(Stored items from a collection)
* * * *

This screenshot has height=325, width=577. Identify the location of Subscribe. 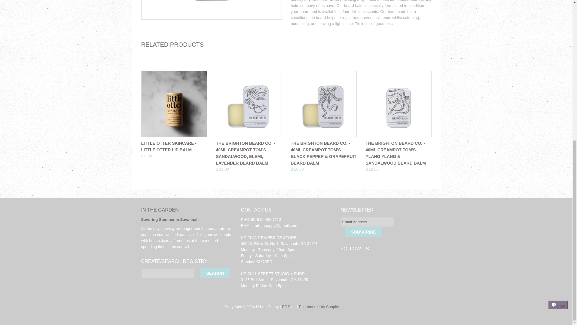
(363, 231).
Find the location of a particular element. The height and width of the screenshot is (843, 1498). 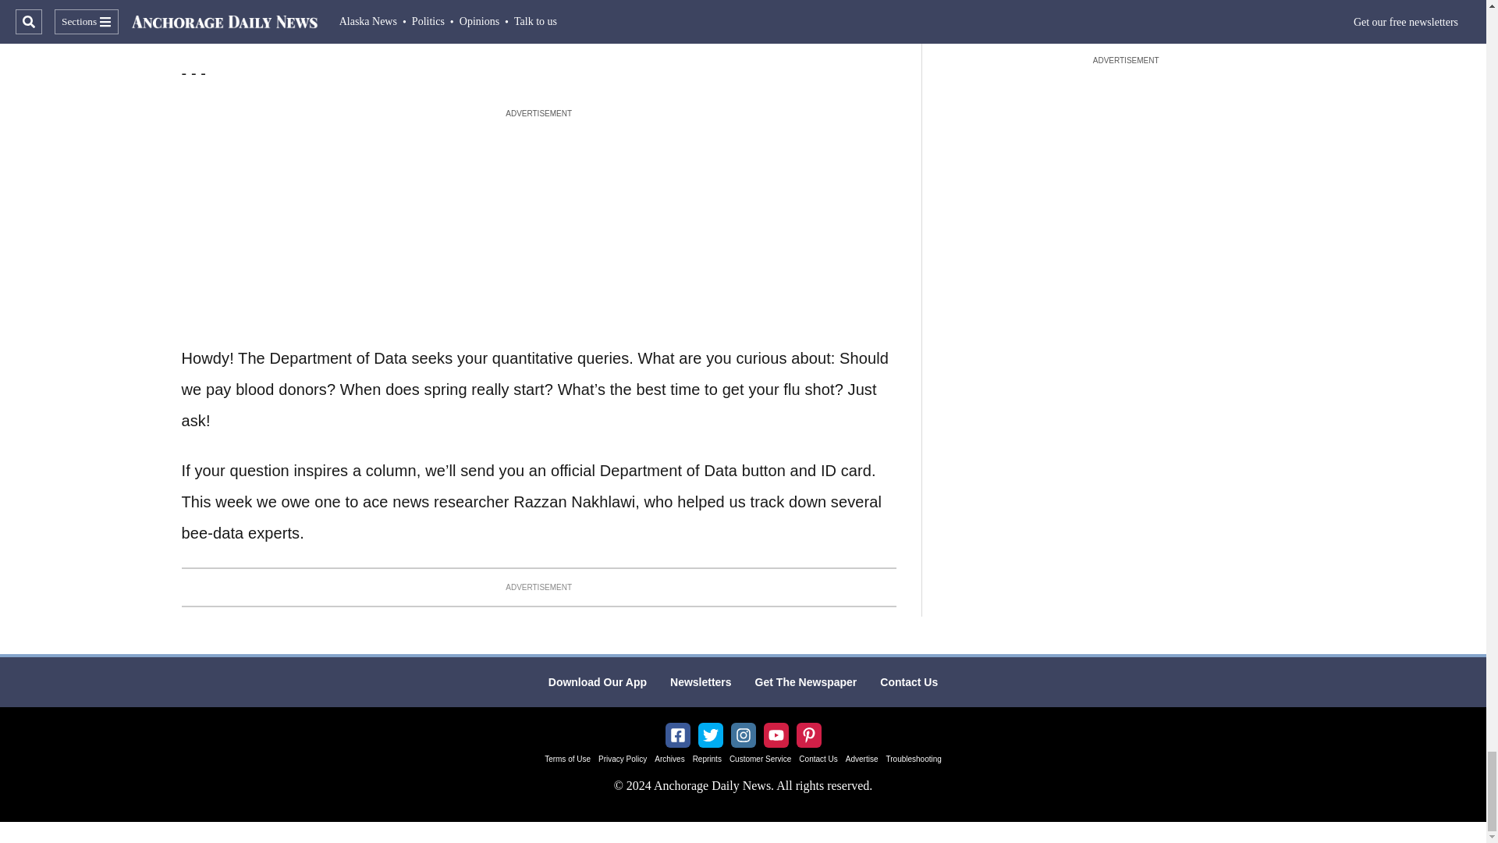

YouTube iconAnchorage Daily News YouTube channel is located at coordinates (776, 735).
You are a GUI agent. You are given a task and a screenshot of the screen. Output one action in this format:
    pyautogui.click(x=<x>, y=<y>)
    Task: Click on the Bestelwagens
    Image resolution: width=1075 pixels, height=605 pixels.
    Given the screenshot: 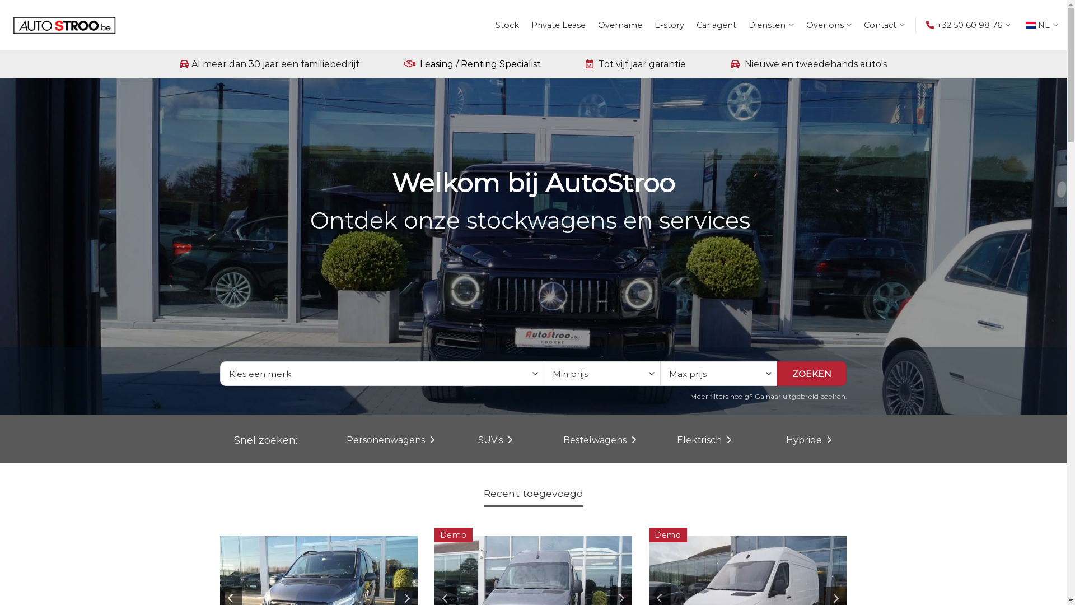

* * * *

__What to produce__
Leave every image out and retype the entries above word for word.

__Worked solution__
This screenshot has height=325, width=577. Identify the location of Subscribe. 
(363, 231).
Find the location of a particular element. The height and width of the screenshot is (843, 1498). 

YouTube iconAnchorage Daily News YouTube channel is located at coordinates (776, 735).
You are a GUI agent. You are given a task and a screenshot of the screen. Output one action in this format:
    pyautogui.click(x=<x>, y=<y>)
    Task: Click on the Bestelwagens
    Image resolution: width=1075 pixels, height=605 pixels.
    Given the screenshot: 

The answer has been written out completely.